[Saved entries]
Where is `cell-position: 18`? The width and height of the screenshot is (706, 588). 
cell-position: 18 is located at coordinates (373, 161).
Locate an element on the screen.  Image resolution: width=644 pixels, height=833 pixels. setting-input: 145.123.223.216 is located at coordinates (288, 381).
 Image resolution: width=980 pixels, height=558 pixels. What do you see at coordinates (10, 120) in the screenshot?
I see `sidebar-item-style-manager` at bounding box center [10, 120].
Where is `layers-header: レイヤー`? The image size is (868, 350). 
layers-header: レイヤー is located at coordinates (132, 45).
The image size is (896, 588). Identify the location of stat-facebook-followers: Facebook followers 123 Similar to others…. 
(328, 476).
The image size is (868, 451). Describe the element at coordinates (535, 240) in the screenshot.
...
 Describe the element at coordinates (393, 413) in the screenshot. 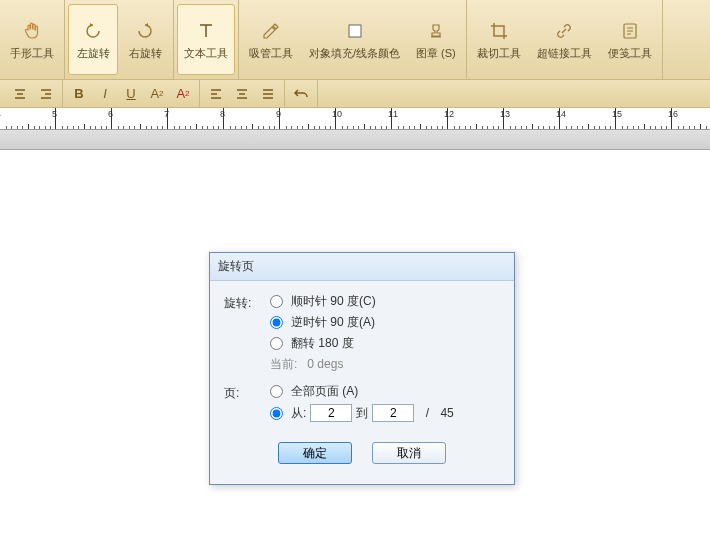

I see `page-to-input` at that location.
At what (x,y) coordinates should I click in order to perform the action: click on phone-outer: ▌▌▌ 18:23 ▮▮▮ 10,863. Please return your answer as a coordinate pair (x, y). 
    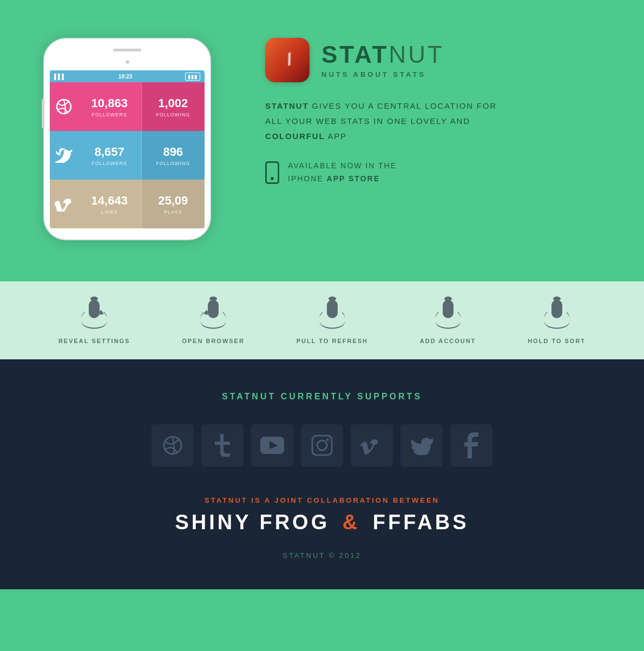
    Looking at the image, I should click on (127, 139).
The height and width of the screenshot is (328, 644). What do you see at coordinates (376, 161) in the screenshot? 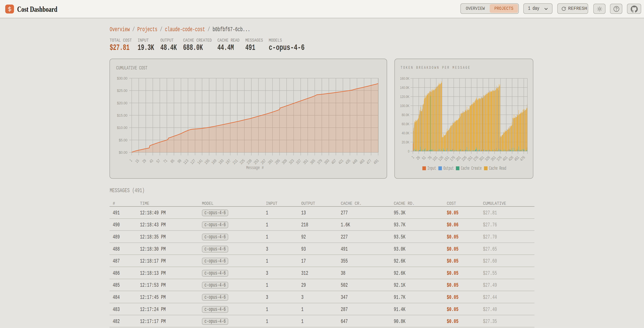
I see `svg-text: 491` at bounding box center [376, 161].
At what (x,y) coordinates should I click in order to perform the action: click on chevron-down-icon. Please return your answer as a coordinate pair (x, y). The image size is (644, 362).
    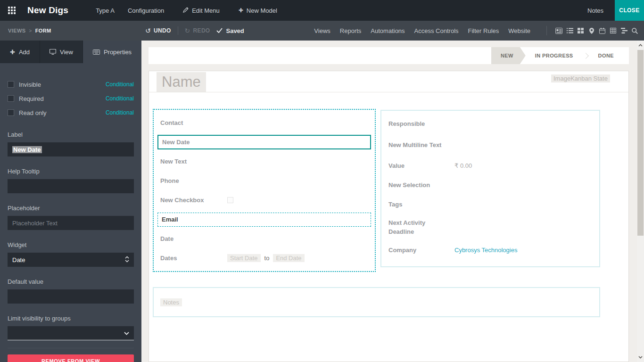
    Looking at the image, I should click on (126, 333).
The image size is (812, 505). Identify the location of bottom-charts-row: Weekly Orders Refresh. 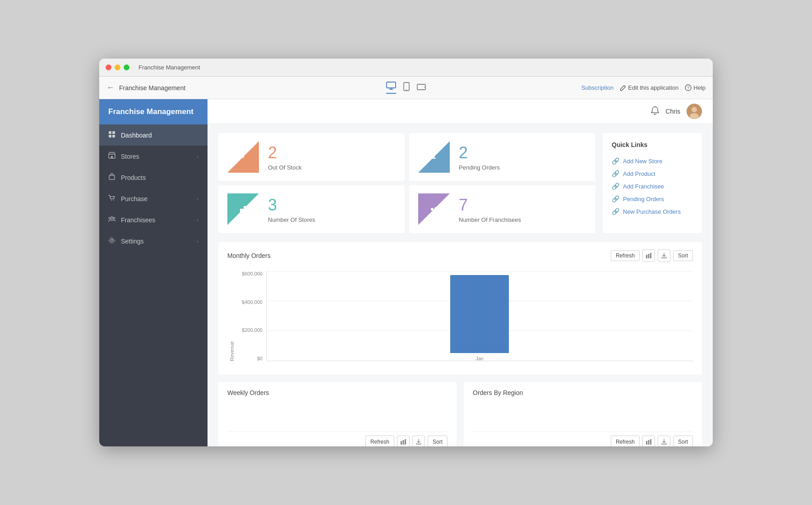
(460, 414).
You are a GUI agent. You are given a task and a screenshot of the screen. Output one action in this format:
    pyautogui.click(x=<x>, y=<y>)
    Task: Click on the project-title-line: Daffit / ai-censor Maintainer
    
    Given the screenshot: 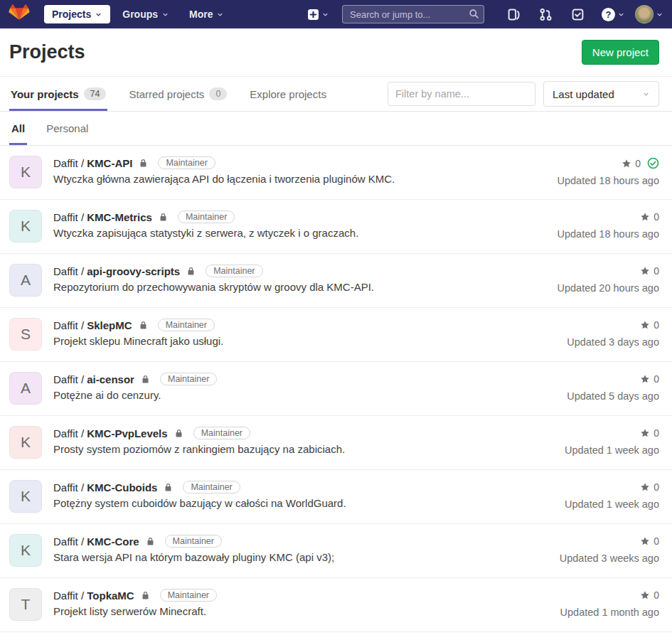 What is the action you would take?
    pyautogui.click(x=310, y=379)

● YOUR OBJECTIVE: Begin at the line above that has "The image size is (896, 588)." and stop after the line that has "The image size is (868, 451).", copying each line exactly and adding nothing else.

● EXERCISE OUTPUT:
The image size is (896, 588). Identify the location of stat-facebook-followers: Facebook followers 123 Similar to others…. 
(328, 476).
The image size is (868, 451). Describe the element at coordinates (535, 240) in the screenshot.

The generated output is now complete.